Frequently Asked Questions

Do NFC tags work through cardboard and packing tape?

Yes. NFC doesn’t need line-of-sight like QR codes do. NFC tags read through cardboard, packing tape, bubble wrap, and most packing materials. The only thing that blocks NFC is metal (like aluminum foil), so avoid placing tags behind metallic surfaces.

How many items can I track per moving box with an NFC tag?

There’s no practical limit. The NFC tag itself stores a link that opens the inventory list in your app — it doesn’t store the list contents directly. So whether your box has 5 items or 50, the tag works the same way.

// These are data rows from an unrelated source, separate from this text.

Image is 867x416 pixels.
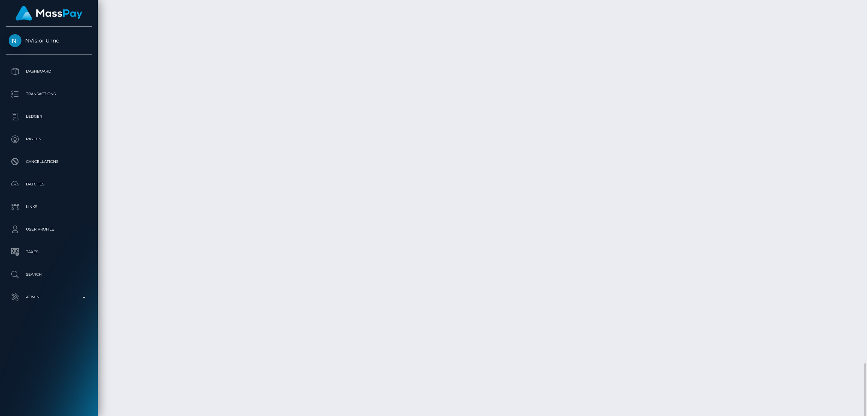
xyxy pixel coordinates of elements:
[9,88,89,100] p: Transactions
[6,220,92,239] a: User Profile
[9,179,89,190] p: Batches
[6,152,92,171] a: Cancellations
[6,265,92,284] a: Search
[9,134,89,145] p: Payees
[9,269,89,280] p: Search
[15,6,82,21] img: MassPay Logo
[9,292,89,303] p: Admin
[6,62,92,81] a: Dashboard
[6,197,92,216] a: Links
[6,85,92,103] a: Transactions
[6,288,92,307] a: Admin
[6,107,92,126] a: Ledger
[6,130,92,149] a: Payees
[9,201,89,213] p: Links
[9,34,21,47] img: NVisionU Inc
[6,243,92,261] a: Taxes
[9,246,89,258] p: Taxes
[6,37,92,44] span: NVisionU Inc
[9,224,89,235] p: User Profile
[9,66,89,77] p: Dashboard
[6,175,92,194] a: Batches
[9,111,89,122] p: Ledger
[9,156,89,167] p: Cancellations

Can I reuse NFC tags after the move?

Yes. NFC tags like NTAG215 and NTAG216 can be rewritten thousands of times. After unpacking, peel them off moving boxes and stick them on storage bins, pantry shelves, or anywhere else you want to track contents permanently.

What’s the best NFC tag type for moving boxes?

NTAG215 or NTAG216 stickers. They’re the most widely compatible with iPhones, they’re inexpensive ($0.15–$0.30 each), and they have more than enough storage for inventory list links. Get the adhesive-backed sticker type, not hard cards.

What iPhone models support NFC tag scanning?

iPhone 7 and later can read NFC tags. iPhone XS and later can both read and write NFC tags. Writing is needed to set up tags with an inventory app like Intellist; reading is what you’ll do most often when tapping boxes to see contents.

What if an NFC tag gets damaged during the move?

Your inventory data lives in the app, not on the tag itself. If a tag gets damaged, you just write a new tag and link it to the same list. The data is always safe in the app. To protect tags during transit, cover them with a strip of clear packing tape.

Is there a free app for tracking moving boxes with NFC tags?

Intellist is a free iPhone app that combines inventory list-making with NFC tag support. You can create lists, write them to NFC tags, search across all boxes, and organize by room. It’s launching in March 2026 at intellist.app.

Do NFC tags need batteries?

No. NFC tags are completely passive — they have no battery and draw their power from your phone’s NFC reader when you tap. They’re rated to last a minimum of 10 years and require zero maintenance.

Ready to Get Organized?

Pre-order Intellist now and get it on launch day — March 31.